● INFORMATION PROVIDED
--------
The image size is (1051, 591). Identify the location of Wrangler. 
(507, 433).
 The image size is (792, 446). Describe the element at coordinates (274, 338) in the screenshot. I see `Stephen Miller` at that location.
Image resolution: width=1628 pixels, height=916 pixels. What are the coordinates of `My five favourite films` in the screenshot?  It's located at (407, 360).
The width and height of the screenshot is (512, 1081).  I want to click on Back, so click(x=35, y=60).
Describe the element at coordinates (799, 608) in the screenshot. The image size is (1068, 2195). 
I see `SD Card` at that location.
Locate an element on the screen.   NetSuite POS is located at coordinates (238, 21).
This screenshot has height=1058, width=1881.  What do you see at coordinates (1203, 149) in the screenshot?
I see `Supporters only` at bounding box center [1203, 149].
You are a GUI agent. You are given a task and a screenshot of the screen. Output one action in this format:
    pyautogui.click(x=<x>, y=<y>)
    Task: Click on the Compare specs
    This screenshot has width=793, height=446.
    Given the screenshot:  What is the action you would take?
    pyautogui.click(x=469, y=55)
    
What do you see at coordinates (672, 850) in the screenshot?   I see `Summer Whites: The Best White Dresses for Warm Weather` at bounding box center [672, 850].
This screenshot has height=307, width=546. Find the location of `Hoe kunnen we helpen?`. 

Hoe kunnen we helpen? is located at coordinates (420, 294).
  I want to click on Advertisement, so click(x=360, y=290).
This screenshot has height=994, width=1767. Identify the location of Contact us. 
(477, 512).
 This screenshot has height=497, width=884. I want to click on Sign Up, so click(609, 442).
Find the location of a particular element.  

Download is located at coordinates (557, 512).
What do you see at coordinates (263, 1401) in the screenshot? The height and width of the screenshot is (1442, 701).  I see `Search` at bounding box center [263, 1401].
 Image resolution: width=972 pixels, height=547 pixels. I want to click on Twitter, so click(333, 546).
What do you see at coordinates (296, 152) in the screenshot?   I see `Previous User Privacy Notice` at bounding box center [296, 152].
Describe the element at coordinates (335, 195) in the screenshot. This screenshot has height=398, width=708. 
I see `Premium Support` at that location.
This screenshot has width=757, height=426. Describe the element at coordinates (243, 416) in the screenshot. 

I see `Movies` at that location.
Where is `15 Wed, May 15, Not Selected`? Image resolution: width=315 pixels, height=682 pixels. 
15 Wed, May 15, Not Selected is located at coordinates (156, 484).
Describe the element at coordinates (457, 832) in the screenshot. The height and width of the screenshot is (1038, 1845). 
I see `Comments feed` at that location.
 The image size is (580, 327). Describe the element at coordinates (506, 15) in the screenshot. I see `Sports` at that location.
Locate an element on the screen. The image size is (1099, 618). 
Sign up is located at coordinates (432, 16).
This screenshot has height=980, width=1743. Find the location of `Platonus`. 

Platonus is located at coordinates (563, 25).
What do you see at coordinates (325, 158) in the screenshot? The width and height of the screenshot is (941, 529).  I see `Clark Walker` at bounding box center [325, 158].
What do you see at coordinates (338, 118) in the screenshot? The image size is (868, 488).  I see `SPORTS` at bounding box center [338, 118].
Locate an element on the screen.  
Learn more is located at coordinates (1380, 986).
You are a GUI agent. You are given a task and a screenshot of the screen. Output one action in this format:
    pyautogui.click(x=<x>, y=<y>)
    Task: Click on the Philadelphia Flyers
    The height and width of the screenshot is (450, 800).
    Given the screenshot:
--------
● INSTRUCTIONS TO FOLLOW
Output the full listing above without altering a single word.

● EXERCISE RESPONSE
The image size is (1051, 591). Identify the location of Wrangler. 
(507, 433).
 The image size is (792, 446). Describe the element at coordinates (274, 338) in the screenshot. I see `Stephen Miller` at that location.
Image resolution: width=1628 pixels, height=916 pixels. What are the coordinates of `My five favourite films` in the screenshot?  It's located at (407, 360).
The width and height of the screenshot is (512, 1081).  I want to click on Back, so click(x=35, y=60).
Describe the element at coordinates (799, 608) in the screenshot. The image size is (1068, 2195). 
I see `SD Card` at that location.
Locate an element on the screen.   NetSuite POS is located at coordinates (238, 21).
This screenshot has height=1058, width=1881.  What do you see at coordinates (1203, 149) in the screenshot?
I see `Supporters only` at bounding box center [1203, 149].
You are a GUI agent. You are given a task and a screenshot of the screen. Output one action in this format:
    pyautogui.click(x=<x>, y=<y>)
    Task: Click on the Compare specs
    This screenshot has width=793, height=446.
    Given the screenshot:  What is the action you would take?
    pyautogui.click(x=469, y=55)
    
What do you see at coordinates (672, 850) in the screenshot?   I see `Summer Whites: The Best White Dresses for Warm Weather` at bounding box center [672, 850].
This screenshot has height=307, width=546. Find the location of `Hoe kunnen we helpen?`. 

Hoe kunnen we helpen? is located at coordinates (420, 294).
  I want to click on Advertisement, so click(x=360, y=290).
This screenshot has height=994, width=1767. Identify the location of Contact us. 
(477, 512).
 This screenshot has height=497, width=884. I want to click on Sign Up, so click(609, 442).
Find the location of a particular element.  

Download is located at coordinates (557, 512).
What do you see at coordinates (263, 1401) in the screenshot? The height and width of the screenshot is (1442, 701).  I see `Search` at bounding box center [263, 1401].
 Image resolution: width=972 pixels, height=547 pixels. I want to click on Twitter, so click(333, 546).
What do you see at coordinates (296, 152) in the screenshot?   I see `Previous User Privacy Notice` at bounding box center [296, 152].
Describe the element at coordinates (335, 195) in the screenshot. This screenshot has height=398, width=708. 
I see `Premium Support` at that location.
This screenshot has width=757, height=426. Describe the element at coordinates (243, 416) in the screenshot. 

I see `Movies` at that location.
Where is `15 Wed, May 15, Not Selected`? Image resolution: width=315 pixels, height=682 pixels. 
15 Wed, May 15, Not Selected is located at coordinates (156, 484).
Describe the element at coordinates (457, 832) in the screenshot. The height and width of the screenshot is (1038, 1845). 
I see `Comments feed` at that location.
 The image size is (580, 327). Describe the element at coordinates (506, 15) in the screenshot. I see `Sports` at that location.
Locate an element on the screen. The image size is (1099, 618). 
Sign up is located at coordinates (432, 16).
This screenshot has height=980, width=1743. Find the location of `Platonus`. 

Platonus is located at coordinates (563, 25).
What do you see at coordinates (325, 158) in the screenshot? The width and height of the screenshot is (941, 529).  I see `Clark Walker` at bounding box center [325, 158].
What do you see at coordinates (338, 118) in the screenshot? The image size is (868, 488).  I see `SPORTS` at bounding box center [338, 118].
Locate an element on the screen.  
Learn more is located at coordinates (1380, 986).
You are a GUI agent. You are given a task and a screenshot of the screen. Output one action in this format:
    pyautogui.click(x=<x>, y=<y>)
    Task: Click on the Philadelphia Flyers
    The height and width of the screenshot is (450, 800).
    Given the screenshot:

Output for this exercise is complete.